Single Node OKD (OpenShift)

Everytime I get to use Red Hat’s Open Shift I think to myself: “I should use OpenShift more”. It is a really great tool not just for high availability clusters but for general software development also. Its Web interface is super intuitive and nice to use, and you can provision all sorts of stuff in minutes. And everything is open source. Its really great.

So naturally I decided to run it locally, especially after the news that starting from version 4.8 you can use it on single node architecture also. I decided to run it virtualized in libvirt so I can destroy it if I no longer needed. Hooray!

Sadly my “Hooray” was short lived, since the installation proved difficult for me.

The official guide calls for either using the Assisted installer which is only available for OpenShift, not for OKD or using the manual way which is not that difficult, but I just couldn’t get it to work. The ignition process would start and hang with one of the issues I will mention below.

I searched and found several guides on how others have set up their small virtual “clusters”:

https://itnext.io/okd-4-5-single-node-cluster-on-windows-10-using-hyper-v-3ffb7b369245

https://cgruver.github.io/okd4-single-node-cluster/

https://blog.maumene.org/2020/11/18/OKD-or-OpenShit-in-one-box.html

All of them had very useful tips and general information to learn about OpenShift/OKD but I couldn’t get any of them to work properly. I ran into a number of issues with: etcd not working (etcdctl failed: retrying in 5 seconds), bootstrap machine not having enough storage (https://github.com/openshift/okd/issues/649), iptables SELinux trouble (https://bugzilla.redhat.com/show_bug.cgi?id=2008097) and others. Also some of the guides called for outdated OKD version use which meant that the container images were no longer available. The closest guide I got to be almost working is the last one (from the maumene blog). There, everything worked apart from the console operator (which may have been an error on my part).

Now I have to say that some of the issues I had were my configuration faults, either with DNS, haproxy or DHCP configuration. But a lot of them came from various installation problems which were difficult to find. My final successful installation for example only works with one certain OKD version (without specific reasoning why).

Code Ready Containers #

If you made it this far, you are probably wondering why not just use CRC and it is a good question. While I used CRC before and it works great I was really interested in setting up my own version. Funnily enough, it later proved that CRC was indeed the answer to my problems because it has automated ways of setting up Single Node Clusters (SNC’s)!

Setting up your own libvirt OKD (OpenShift) Single Node Cluster (a short guide) #

There is a fantastic post here: https://upstreamwithoutapaddle.com/home-lab/okd-crc/ on how to build your own OKD version of CRC. In its process it actually builds a libvirt Single Node Cluster (SNC, https://github.com/code-ready/snc) to create an image for CRC. So you can just use this process to build your own single node cluster and skip building CRC.

Follow the guide until this step:

./snc.sh

or before creating of the single node cluster. In the snc.sh file you can inspect and change the whole process and configuration on how your cluster will be built. You can change OKD version (only one that worked for me was 4.8.0-0.okd-2021-10-10-030117, hardware configuration, you can disable the “not for production warning” by commenting it out in the code, and you can even change the default crc.testing hostname (I looked for it with grep -Ri crc.testing and replaced it everywhere with sed.

When the process is done, you will have a single libvirt VM with the entire functioning OKD cluster in it. DNS and DHCP are configured automatically with libvirt. Also storage and registry are automatically setup for you.

The VM is not setup to start OKD by default but you can ssh into it (ssh key id_ecdsa_crc is generated during the process and saved in your working directory) and execute: sudo systemctl enable kubelet && sudo systemctl start kubelet

Screenshot from 2021-12-07 15-16-32.png

Caveats and Warning (December 2021) #

Here I list some of the issues with this process in hope of helping others save time.

Version of OKD is important #

The only version that worked for me is this one: 4.8.0-0.okd-2021-10-10-030117, there are later versions of OKD 4.8 but they didn’t seem to work, be careful about it.

DNS #

On my Fedora 35 laptop, systemd-resolv was not playing nicely with dnsmasq setup of libvirt. There is a comment here on how to make it work, but I ended up disabling it and using dnsmasq (default one from NetworkManager).

SNC needs you #

The SNC building process is not fully automatic, it needs your sudo password several times (to work with virsh) and it will time out making you run the lengthy process from the beginning. Don’t ask me how I know. :)

Future will be better #

Take a look also at this method: https://github.com/eranco74/bootstrap-in-place-poc which also mentions ways of doing thing automatically. Since the SNC/CRC method worked for me, I didn’t test this one our but it looks very promising.

Conclusion #

Big thanks to @cgruver for his guide on how to build CRC with OKD. In the end it was a learning curve for me, but I am now comfortable with setting up and using OKD in my development environment and it is truly amazing software.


Instructions to follow: Using the material below, print a verbatim copy of every line from the one containing "What do you" through the one containing "The height and width of the screenshot is (332, 645).", inclusive, and omit the pictures.

Available data:

_ _ _

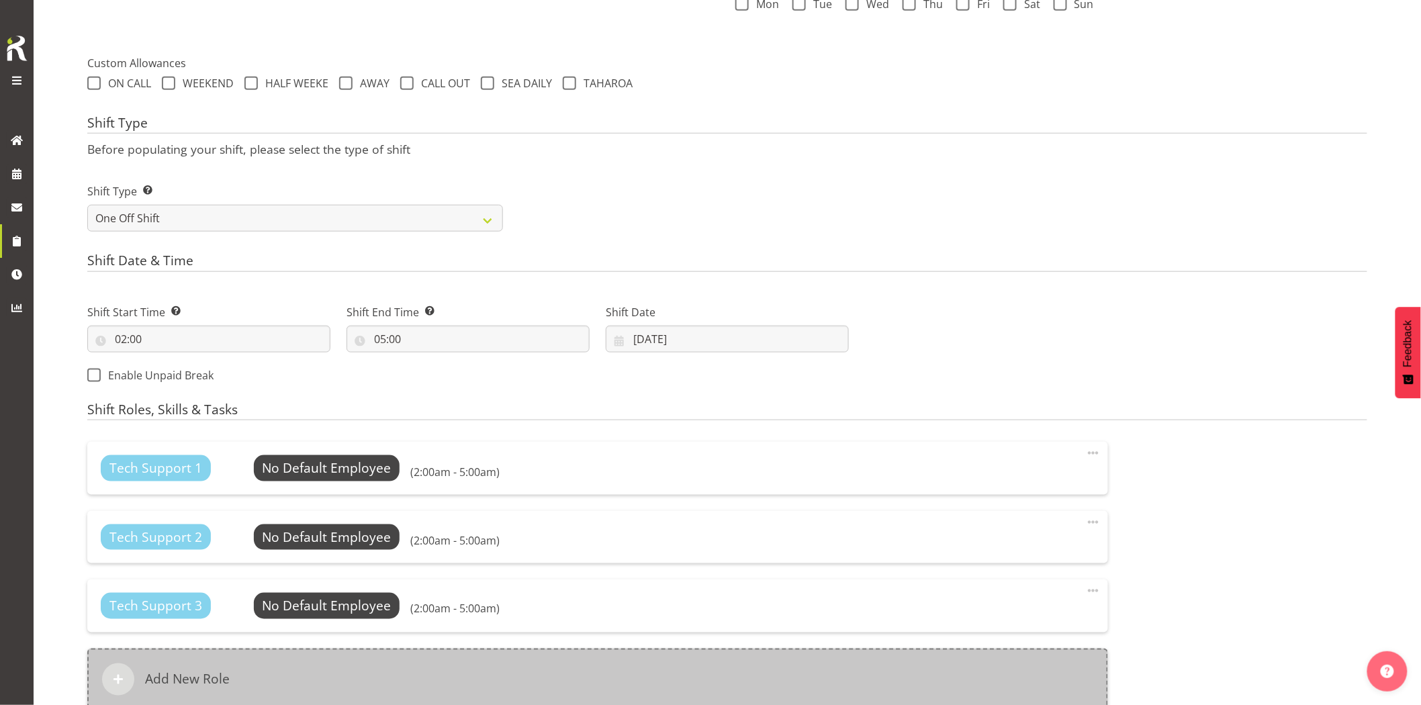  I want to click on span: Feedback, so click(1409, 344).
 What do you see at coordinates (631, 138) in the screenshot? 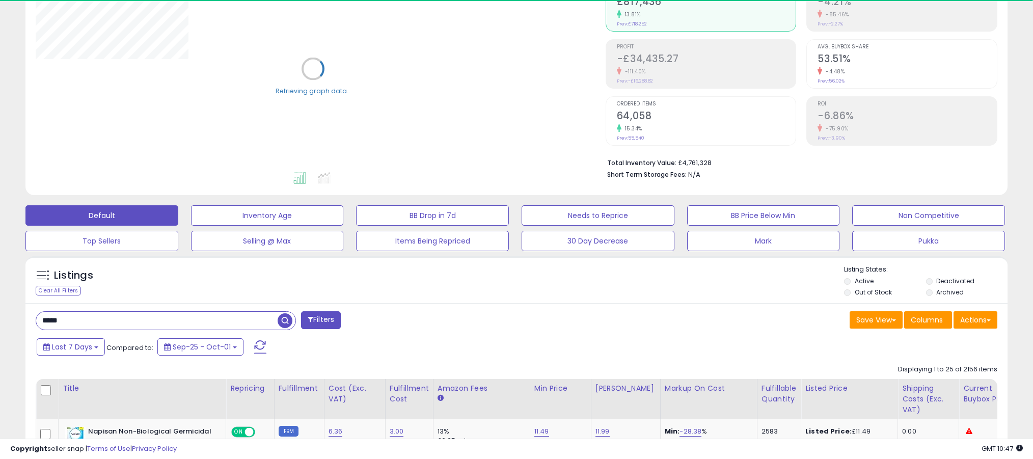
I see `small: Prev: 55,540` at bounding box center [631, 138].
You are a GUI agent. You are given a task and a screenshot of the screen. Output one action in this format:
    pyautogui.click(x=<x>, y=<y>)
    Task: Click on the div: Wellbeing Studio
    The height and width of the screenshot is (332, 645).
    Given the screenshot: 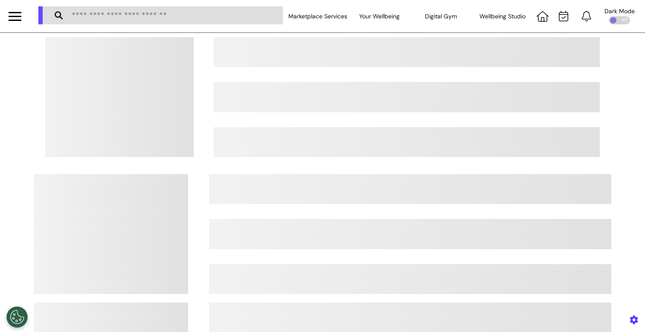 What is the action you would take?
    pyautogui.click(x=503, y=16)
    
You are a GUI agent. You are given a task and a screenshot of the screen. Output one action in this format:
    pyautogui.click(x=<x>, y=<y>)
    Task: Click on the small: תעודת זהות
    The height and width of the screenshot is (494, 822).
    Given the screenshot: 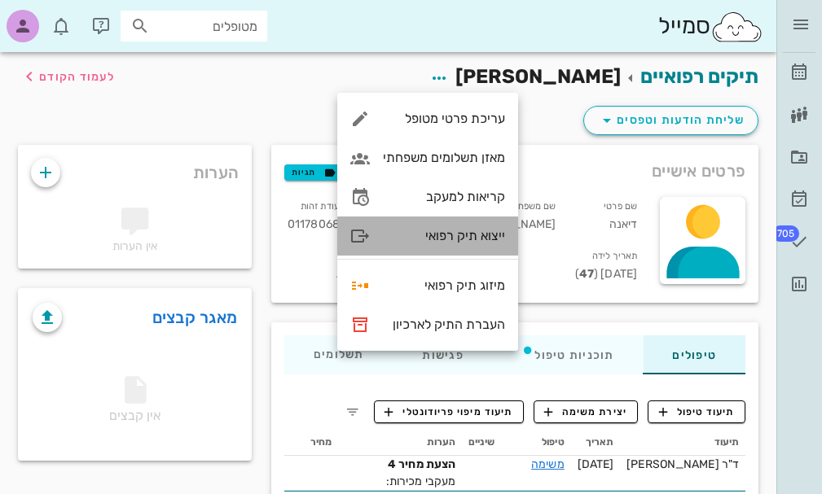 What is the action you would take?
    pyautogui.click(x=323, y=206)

_ _ _

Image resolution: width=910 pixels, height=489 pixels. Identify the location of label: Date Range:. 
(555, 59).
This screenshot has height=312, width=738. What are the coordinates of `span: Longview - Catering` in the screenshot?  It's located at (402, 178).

_ _ _

Solution to this problem:
 What do you see at coordinates (631, 138) in the screenshot? 
I see `small: Prev: 55,540` at bounding box center [631, 138].
You are a GUI agent. You are given a task and a screenshot of the screen. Output one action in this format:
    pyautogui.click(x=<x>, y=<y>)
    Task: Click on the div: Wellbeing Studio
    The height and width of the screenshot is (332, 645).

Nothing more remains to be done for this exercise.